Israel ranks as the foreign mission with the most followers on Weibo, China’s answer to Twitter, with over 1.9 million people subscribed to its page, according to research by the Australian Strategic Policy Institute (ASPI) on the activity of 10 foreign embassy accounts over the three months ended in January. The country’s embassy also had the fourth-highest number of likes per post, behind only the embassies for the US, UK, and Japan, countries with far greater cultural exports and economic ties to China, according to the study’s author, Fergus Ryan, an analyst focusing on cyber policy at the Canberra-based think tank. [...]
Another likely boost to the embassy’s popularity—its followers in China see its social media pages as an outlet for sharing Islamophobic comments, that at times become outright hate speech.
During the three-month study, the most-shared post from the Israeli embassy on Weibo was a nine-sentence message announcing Trump’s decision to recognize Jerusalem as the capital of Israel. The second most-liked comment on the post was “Put the boot into the cancer of humanity”—a likely reference to Muslims. [...]

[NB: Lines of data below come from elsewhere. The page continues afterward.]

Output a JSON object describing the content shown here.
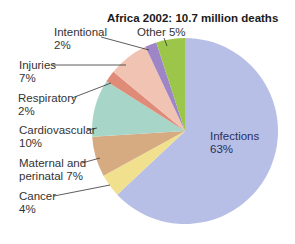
{
  "chart_data": {
    "type": "pie",
    "title": "Africa 2002: 10.7 million deaths",
    "start_angle_deg": 0,
    "direction": "clockwise",
    "slices": [
      {
        "label": "Infections",
        "value": 63,
        "display": "63%",
        "color": "#b8bfe6"
      },
      {
        "label": "Cancer",
        "value": 4,
        "display": "4%",
        "color": "#f1e08e"
      },
      {
        "label": "Maternal and perinatal",
        "value": 7,
        "display": "7%",
        "color": "#d6ab82"
      },
      {
        "label": "Cardiovascular",
        "value": 10,
        "display": "10%",
        "color": "#a7d6c8"
      },
      {
        "label": "Respiratory",
        "value": 2,
        "display": "2%",
        "color": "#e08a78"
      },
      {
        "label": "Injuries",
        "value": 7,
        "display": "7%",
        "color": "#f1c3b3"
      },
      {
        "label": "Intentional",
        "value": 2,
        "display": "2%",
        "color": "#9e86c6"
      },
      {
        "label": "Other",
        "value": 5,
        "display": "5%",
        "color": "#9cc64a"
      }
    ]
  },
  "labels": {
    "infections": [
      "Infections",
      "63%"
    ],
    "cancer": [
      "Cancer",
      "4%"
    ],
    "maternal": [
      "Maternal and",
      "perinatal 7%"
    ],
    "cardiovascular": [
      "Cardiovascular",
      "10%"
    ],
    "respiratory": [
      "Respiratory",
      "2%"
    ],
    "injuries": [
      "Injuries",
      "7%"
    ],
    "intentional": [
      "Intentional",
      "2%"
    ],
    "other": "Other 5%"
  }
}
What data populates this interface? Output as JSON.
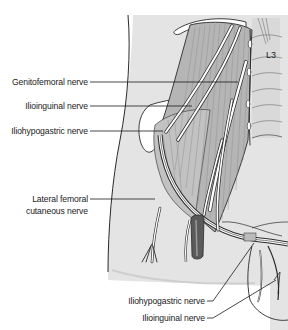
{
  "figure": {
    "type": "anatomical illustration",
    "vertebra_label": "L3",
    "colors": {
      "skin": "#e4e4e4",
      "muscle": "#b4b4b4",
      "muscle_light": "#cdcdcd",
      "vertebra": "#dadada",
      "nerve": "#ffffff",
      "outline": "#2a2a2a",
      "leader_line": "#1a1a1a",
      "vessel_dark": "#5a5a5a"
    }
  },
  "labels": {
    "genitofemoral": "Genitofemoral nerve",
    "ilioinguinal_upper": "Ilioinguinal nerve",
    "iliohypogastric_upper": "Iliohypogastric nerve",
    "lateral_femoral_line1": "Lateral femoral",
    "lateral_femoral_line2": "cutaneous nerve",
    "iliohypogastric_lower": "Iliohypogastric nerve",
    "ilioinguinal_lower": "Ilioinguinal nerve"
  }
}
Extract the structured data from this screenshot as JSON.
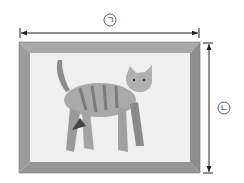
{
  "diagram": {
    "labels": {
      "width": "ㄱ",
      "height": "ㄴ"
    },
    "colors": {
      "frame": "#9a9a9a",
      "frame_light": "#b8b8b8",
      "canvas": "#efefef",
      "line": "#222222"
    },
    "picture": "cat-illustration"
  }
}
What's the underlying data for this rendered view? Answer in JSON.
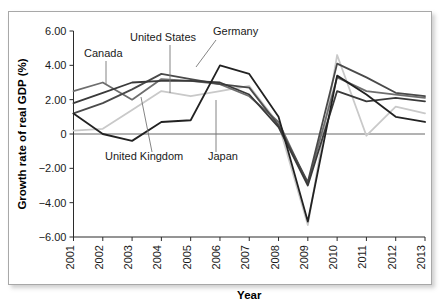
{
  "chart_data": {
    "type": "line",
    "title": "",
    "xlabel": "Year",
    "ylabel": "Growth rate of real GDP (%)",
    "categories": [
      "2001",
      "2002",
      "2003",
      "2004",
      "2005",
      "2006",
      "2007",
      "2008",
      "2009",
      "2010",
      "2011",
      "2012",
      "2013"
    ],
    "x": [
      2001,
      2002,
      2003,
      2004,
      2005,
      2006,
      2007,
      2008,
      2009,
      2010,
      2011,
      2012,
      2013
    ],
    "ylim": [
      -6.0,
      6.0
    ],
    "xlim": [
      2001,
      2013
    ],
    "yticks": [
      6.0,
      4.0,
      2.0,
      0,
      -2.0,
      -4.0,
      -6.0
    ],
    "ytick_labels": [
      "6.00",
      "4.00",
      "2.00",
      "0",
      "-2.00",
      "-4.00",
      "-6.00"
    ],
    "grid": false,
    "legend_position": "inline-annotations",
    "series": [
      {
        "name": "Canada",
        "color": "#6e6e6e",
        "values": [
          2.5,
          3.0,
          2.0,
          3.2,
          3.1,
          2.9,
          2.2,
          0.7,
          -2.9,
          3.3,
          2.5,
          2.3,
          2.1
        ]
      },
      {
        "name": "United States",
        "color": "#4a4a4a",
        "values": [
          1.2,
          1.8,
          2.6,
          3.5,
          3.2,
          2.9,
          2.7,
          0.5,
          -2.8,
          4.1,
          3.3,
          2.4,
          2.2
        ]
      },
      {
        "name": "United Kingdom",
        "color": "#3a3a3a",
        "values": [
          1.8,
          2.4,
          3.0,
          3.1,
          3.1,
          3.0,
          2.3,
          0.4,
          -3.0,
          2.5,
          1.9,
          2.1,
          1.9
        ]
      },
      {
        "name": "Germany",
        "color": "#222222",
        "values": [
          1.2,
          0.0,
          -0.4,
          0.7,
          0.8,
          4.0,
          3.5,
          1.0,
          -5.1,
          3.4,
          2.3,
          1.0,
          0.7
        ]
      },
      {
        "name": "Japan",
        "color": "#c9c9c9",
        "values": [
          0.2,
          0.3,
          1.4,
          2.5,
          2.2,
          2.5,
          2.8,
          0.6,
          -5.3,
          4.6,
          -0.1,
          1.6,
          1.2
        ]
      }
    ],
    "annotations": [
      {
        "text": "Canada",
        "label_x": 84,
        "label_y": 57,
        "anchor": "start",
        "leader": [
          [
            106,
            61
          ],
          [
            106,
            84
          ]
        ]
      },
      {
        "text": "United States",
        "label_x": 130,
        "label_y": 41,
        "anchor": "start",
        "leader": [
          [
            170,
            45
          ],
          [
            170,
            93
          ]
        ]
      },
      {
        "text": "Germany",
        "label_x": 213,
        "label_y": 35,
        "anchor": "start",
        "leader": [
          [
            216,
            40
          ],
          [
            196,
            67
          ]
        ]
      },
      {
        "text": "United Kingdom",
        "label_x": 105,
        "label_y": 160,
        "anchor": "start",
        "leader": [
          [
            152,
            152
          ],
          [
            141,
            97
          ]
        ]
      },
      {
        "text": "Japan",
        "label_x": 208,
        "label_y": 160,
        "anchor": "start",
        "leader": [
          [
            216,
            152
          ],
          [
            216,
            100
          ]
        ]
      }
    ]
  },
  "axis": {
    "x_title": "Year",
    "y_title": "Growth rate of real GDP (%)"
  }
}
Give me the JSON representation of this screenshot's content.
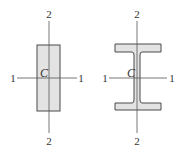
{
  "diagram": {
    "colors": {
      "fill": "#e3e3e3",
      "stroke": "#4a4a4a",
      "axis": "#555555"
    },
    "rectangle_section": {
      "centroid_label": "C",
      "axis1_left_label": "1",
      "axis1_right_label": "1",
      "axis2_top_label": "2",
      "axis2_bottom_label": "2"
    },
    "i_beam_section": {
      "centroid_label": "C",
      "axis1_left_label": "1",
      "axis1_right_label": "1",
      "axis2_top_label": "2",
      "axis2_bottom_label": "2"
    }
  }
}
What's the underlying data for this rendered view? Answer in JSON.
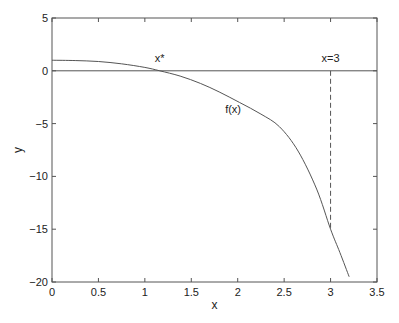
{
  "chart_data": {
    "type": "line",
    "title": "",
    "xlabel": "x",
    "ylabel": "y",
    "xlim": [
      0,
      3.5
    ],
    "ylim": [
      -20,
      5
    ],
    "grid": false,
    "legend": null,
    "x_ticks": [
      0,
      0.5,
      1,
      1.5,
      2,
      2.5,
      3,
      3.5
    ],
    "x_tick_labels": [
      "0",
      "0.5",
      "1",
      "1.5",
      "2",
      "2.5",
      "3",
      "3.5"
    ],
    "y_ticks": [
      -20,
      -15,
      -10,
      -5,
      0,
      5
    ],
    "y_tick_labels": [
      "−20",
      "−15",
      "−10",
      "−5",
      "0",
      "5"
    ],
    "series": [
      {
        "name": "f(x)",
        "style": "solid",
        "x": [
          0,
          0.25,
          0.5,
          0.75,
          1.0,
          1.16,
          1.38,
          1.6,
          1.8,
          2.02,
          2.25,
          2.45,
          2.65,
          2.85,
          3.0,
          3.1,
          3.2
        ],
        "y": [
          1.0,
          0.97,
          0.88,
          0.66,
          0.32,
          0.0,
          -0.5,
          -1.2,
          -2.0,
          -3.0,
          -4.1,
          -5.3,
          -7.6,
          -11.2,
          -15.0,
          -17.2,
          -19.5
        ]
      },
      {
        "name": "y=0",
        "style": "solid",
        "x": [
          0,
          3.5
        ],
        "y": [
          0,
          0
        ]
      },
      {
        "name": "x=3",
        "style": "dashed",
        "x": [
          3,
          3
        ],
        "y": [
          0,
          -15.0
        ]
      }
    ],
    "annotations": [
      {
        "text": "x*",
        "x": 1.16,
        "y": 0.6
      },
      {
        "text": "x=3",
        "x": 3.0,
        "y": 0.6
      },
      {
        "text": "f(x)",
        "x": 1.95,
        "y": -4.2
      }
    ]
  }
}
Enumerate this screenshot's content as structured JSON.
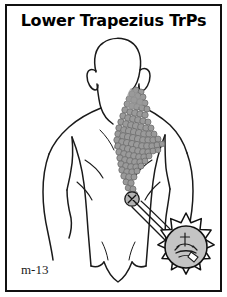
{
  "plate": {
    "title": "Lower Trapezius TrPs",
    "code": "m-13",
    "border_color": "#111111",
    "background": "#ffffff"
  },
  "figure": {
    "name": "posterior-human-torso",
    "view": "posterior",
    "outline_color": "#1a1a1a"
  },
  "referred_pain": {
    "name": "stipple-pain-pattern",
    "label": "referred pain zone stipple",
    "dot_fill": "#9a9a9a",
    "dot_stroke": "#6d6d6d",
    "dot_count": 96,
    "dots": [
      [
        131,
        86,
        3.0
      ],
      [
        136,
        88,
        3.0
      ],
      [
        127,
        90,
        3.0
      ],
      [
        133,
        92,
        3.2
      ],
      [
        138,
        93,
        3.0
      ],
      [
        124,
        95,
        3.0
      ],
      [
        129,
        96,
        3.2
      ],
      [
        135,
        98,
        3.2
      ],
      [
        140,
        99,
        3.0
      ],
      [
        122,
        100,
        3.0
      ],
      [
        127,
        102,
        3.2
      ],
      [
        132,
        103,
        3.2
      ],
      [
        137,
        104,
        3.2
      ],
      [
        142,
        105,
        3.0
      ],
      [
        120,
        106,
        3.2
      ],
      [
        125,
        108,
        3.2
      ],
      [
        130,
        109,
        3.4
      ],
      [
        135,
        110,
        3.2
      ],
      [
        140,
        111,
        3.2
      ],
      [
        118,
        112,
        3.2
      ],
      [
        123,
        114,
        3.4
      ],
      [
        128,
        115,
        3.4
      ],
      [
        133,
        116,
        3.4
      ],
      [
        138,
        117,
        3.2
      ],
      [
        143,
        118,
        3.0
      ],
      [
        116,
        118,
        3.2
      ],
      [
        121,
        120,
        3.4
      ],
      [
        126,
        121,
        3.4
      ],
      [
        131,
        122,
        3.6
      ],
      [
        136,
        123,
        3.4
      ],
      [
        141,
        124,
        3.2
      ],
      [
        146,
        124,
        3.0
      ],
      [
        114,
        124,
        3.2
      ],
      [
        119,
        126,
        3.4
      ],
      [
        124,
        127,
        3.6
      ],
      [
        129,
        128,
        3.6
      ],
      [
        134,
        129,
        3.6
      ],
      [
        139,
        130,
        3.4
      ],
      [
        144,
        130,
        3.2
      ],
      [
        149,
        130,
        3.0
      ],
      [
        113,
        130,
        3.2
      ],
      [
        118,
        132,
        3.4
      ],
      [
        123,
        133,
        3.6
      ],
      [
        128,
        134,
        3.6
      ],
      [
        133,
        135,
        3.6
      ],
      [
        138,
        136,
        3.4
      ],
      [
        143,
        136,
        3.2
      ],
      [
        148,
        136,
        3.2
      ],
      [
        153,
        135,
        3.0
      ],
      [
        112,
        136,
        3.2
      ],
      [
        117,
        138,
        3.4
      ],
      [
        122,
        139,
        3.6
      ],
      [
        127,
        140,
        3.6
      ],
      [
        132,
        141,
        3.6
      ],
      [
        137,
        142,
        3.4
      ],
      [
        142,
        142,
        3.4
      ],
      [
        147,
        142,
        3.2
      ],
      [
        152,
        141,
        3.0
      ],
      [
        157,
        140,
        2.8
      ],
      [
        113,
        142,
        3.2
      ],
      [
        118,
        144,
        3.4
      ],
      [
        123,
        145,
        3.6
      ],
      [
        128,
        146,
        3.6
      ],
      [
        133,
        147,
        3.4
      ],
      [
        138,
        148,
        3.4
      ],
      [
        143,
        148,
        3.2
      ],
      [
        148,
        147,
        3.0
      ],
      [
        153,
        146,
        2.8
      ],
      [
        114,
        148,
        3.2
      ],
      [
        119,
        150,
        3.4
      ],
      [
        124,
        151,
        3.4
      ],
      [
        129,
        152,
        3.4
      ],
      [
        134,
        153,
        3.4
      ],
      [
        139,
        153,
        3.2
      ],
      [
        144,
        152,
        3.0
      ],
      [
        115,
        154,
        3.2
      ],
      [
        120,
        156,
        3.4
      ],
      [
        125,
        157,
        3.4
      ],
      [
        130,
        158,
        3.4
      ],
      [
        135,
        158,
        3.2
      ],
      [
        140,
        157,
        3.0
      ],
      [
        116,
        160,
        3.2
      ],
      [
        121,
        162,
        3.4
      ],
      [
        126,
        163,
        3.4
      ],
      [
        131,
        163,
        3.2
      ],
      [
        136,
        162,
        3.0
      ],
      [
        117,
        166,
        3.2
      ],
      [
        122,
        168,
        3.4
      ],
      [
        127,
        168,
        3.2
      ],
      [
        132,
        167,
        3.0
      ],
      [
        119,
        172,
        3.2
      ],
      [
        124,
        173,
        3.4
      ],
      [
        129,
        173,
        3.0
      ],
      [
        121,
        178,
        3.0
      ],
      [
        126,
        179,
        3.2
      ],
      [
        123,
        184,
        2.8
      ],
      [
        128,
        185,
        3.0
      ],
      [
        125,
        190,
        2.6
      ],
      [
        130,
        190,
        2.6
      ]
    ]
  },
  "trigger_point": {
    "name": "trigger-point-marker",
    "label": "X-in-circle trigger point marker",
    "x": 127,
    "y": 195,
    "radius": 6.5
  },
  "magnifier": {
    "name": "starburst-magnifier",
    "label": "starburst detail callout of trigger point",
    "center_x": 181,
    "center_y": 243,
    "outer_radius": 34,
    "inner_radius": 21,
    "points": 14,
    "fill": "#c9c9c9",
    "stroke": "#111111",
    "leader_lines": 3
  },
  "icons": {
    "starburst": "starburst-icon",
    "trigger_point": "x-circle-icon",
    "needle": "needle-icon"
  }
}
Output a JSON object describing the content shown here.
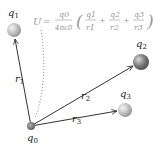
{
  "diagram": {
    "equation": {
      "lhs": "U",
      "equals": "=",
      "prefactor_num": "q0",
      "prefactor_den": "4πε0",
      "terms": [
        {
          "num": "q1",
          "den": "r1"
        },
        {
          "num": "q2",
          "den": "r2"
        },
        {
          "num": "q3",
          "den": "r3"
        }
      ],
      "plus": "+",
      "open_paren": "(",
      "close_paren": ")",
      "color": "#999999"
    },
    "charges": [
      {
        "id": "q0",
        "label": "q",
        "sub": "0",
        "x": 31,
        "y": 126,
        "r": 4,
        "color": "#777777"
      },
      {
        "id": "q1",
        "label": "q",
        "sub": "1",
        "x": 14,
        "y": 30,
        "r": 7,
        "color": "#bbbbbb"
      },
      {
        "id": "q2",
        "label": "q",
        "sub": "2",
        "x": 141,
        "y": 62,
        "r": 8,
        "color": "#8a8a8a"
      },
      {
        "id": "q3",
        "label": "q",
        "sub": "3",
        "x": 125,
        "y": 110,
        "r": 7,
        "color": "#c8c8c8"
      }
    ],
    "vectors": [
      {
        "id": "r1",
        "label": "r",
        "sub": "1",
        "from": "q0",
        "to": "q1"
      },
      {
        "id": "r2",
        "label": "r",
        "sub": "2",
        "from": "q0",
        "to": "q2"
      },
      {
        "id": "r3",
        "label": "r",
        "sub": "3",
        "from": "q0",
        "to": "q3"
      }
    ],
    "line_color": "#333333",
    "dotted_color": "#999999"
  }
}
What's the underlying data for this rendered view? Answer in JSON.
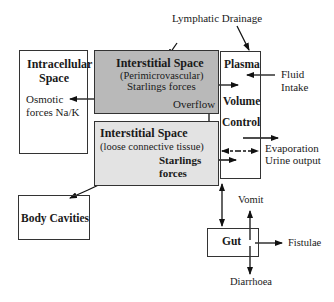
{
  "diagram": {
    "lymphatic_drainage": "Lymphatic Drainage",
    "intracellular": {
      "title_line1": "Intracellular",
      "title_line2": "Space",
      "text_line1": "Osmotic",
      "text_line2": "forces Na/K"
    },
    "interstitial_upper": {
      "title": "Interstitial Space",
      "subtitle": "(Perimicrovascular)",
      "text": "Starlings forces",
      "overflow": "Overflow",
      "fill": "#b9b9b9"
    },
    "interstitial_lower": {
      "title": "Interstitial Space",
      "subtitle": "(loose connective tissue)",
      "text_line1": "Starlings",
      "text_line2": "forces",
      "fill": "#e3e3e3"
    },
    "plasma": {
      "line1": "Plasma",
      "line2": "Volume",
      "line3": "Control"
    },
    "fluid_intake": {
      "line1": "Fluid",
      "line2": "Intake"
    },
    "evaporation": {
      "line1": "Evaporation",
      "line2": "Urine output"
    },
    "body_cavities": "Body Cavities",
    "gut": "Gut",
    "vomit": "Vomit",
    "fistulae": "Fistulae",
    "diarrhoea": "Diarrhoea"
  }
}
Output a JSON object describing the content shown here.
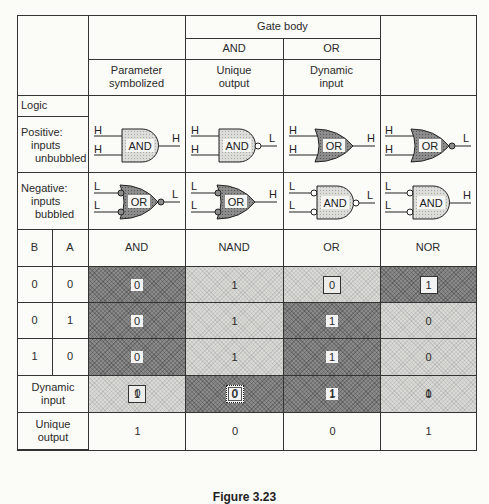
{
  "header": {
    "gate_body": "Gate body",
    "and": "AND",
    "or": "OR",
    "parameter_symbolized": "Parameter symbolized",
    "unique_output": "Unique output",
    "dynamic_input": "Dynamic input",
    "logic": "Logic",
    "positive": "Positive:",
    "positive_sub1": "inputs",
    "positive_sub2": "unbubbled",
    "negative": "Negative:",
    "negative_sub1": "inputs",
    "negative_sub2": "bubbled"
  },
  "gates": {
    "positive": [
      {
        "body": "AND",
        "in": [
          "H",
          "H"
        ],
        "out": "H",
        "in_bubbles": false,
        "out_bubble": false,
        "shade": "light"
      },
      {
        "body": "AND",
        "in": [
          "H",
          "H"
        ],
        "out": "L",
        "in_bubbles": false,
        "out_bubble": true,
        "shade": "light"
      },
      {
        "body": "OR",
        "in": [
          "H",
          "H"
        ],
        "out": "H",
        "in_bubbles": false,
        "out_bubble": false,
        "shade": "dark"
      },
      {
        "body": "OR",
        "in": [
          "H",
          "H"
        ],
        "out": "L",
        "in_bubbles": false,
        "out_bubble": true,
        "shade": "dark"
      }
    ],
    "negative": [
      {
        "body": "OR",
        "in": [
          "L",
          "L"
        ],
        "out": "L",
        "in_bubbles": true,
        "out_bubble": true,
        "shade": "dark"
      },
      {
        "body": "OR",
        "in": [
          "L",
          "L"
        ],
        "out": "H",
        "in_bubbles": true,
        "out_bubble": false,
        "shade": "dark"
      },
      {
        "body": "AND",
        "in": [
          "L",
          "L"
        ],
        "out": "L",
        "in_bubbles": true,
        "out_bubble": true,
        "shade": "light"
      },
      {
        "body": "AND",
        "in": [
          "L",
          "L"
        ],
        "out": "H",
        "in_bubbles": true,
        "out_bubble": false,
        "shade": "light"
      }
    ]
  },
  "truth_table": {
    "col_b": "B",
    "col_a": "A",
    "functions": [
      "AND",
      "NAND",
      "OR",
      "NOR"
    ],
    "rows": [
      {
        "b": "0",
        "a": "0",
        "values": [
          "0",
          "1",
          "0",
          "1"
        ],
        "shades": [
          "dark",
          "light",
          "light",
          "dark"
        ],
        "marks": [
          "",
          "",
          "box",
          "box"
        ]
      },
      {
        "b": "0",
        "a": "1",
        "values": [
          "0",
          "1",
          "1",
          "0"
        ],
        "shades": [
          "dark",
          "light",
          "dark",
          "light"
        ],
        "marks": [
          "",
          "",
          "",
          ""
        ]
      },
      {
        "b": "1",
        "a": "0",
        "values": [
          "0",
          "1",
          "1",
          "0"
        ],
        "shades": [
          "dark",
          "light",
          "dark",
          "light"
        ],
        "marks": [
          "",
          "",
          "",
          ""
        ]
      },
      {
        "b": "1",
        "a": "1",
        "values": [
          "1",
          "0",
          "1",
          "0"
        ],
        "shades": [
          "light",
          "dark",
          "dark",
          "light"
        ],
        "marks": [
          "box",
          "dotbox",
          "",
          ""
        ]
      }
    ]
  },
  "footer_rows": {
    "dynamic_input_label": "Dynamic input",
    "dynamic_input_values": [
      "0",
      "0",
      "1",
      "1"
    ],
    "unique_output_label": "Unique output",
    "unique_output_values": [
      "1",
      "0",
      "0",
      "1"
    ]
  },
  "caption": "Figure 3.23"
}
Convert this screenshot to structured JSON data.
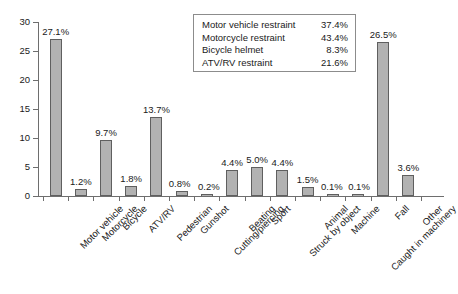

Anti-Islam sentiment has become widespread on the internet in China, which is home to about 23 million Muslims. Reports about violence in the Xinjiang region, home to China’s closely-surveilled Uighur population, often generate attention, while stories about services geared to Muslims—such as halal food deliveries—generate anger over “affirmative discrimination policies” toward Chinese Muslim minorities.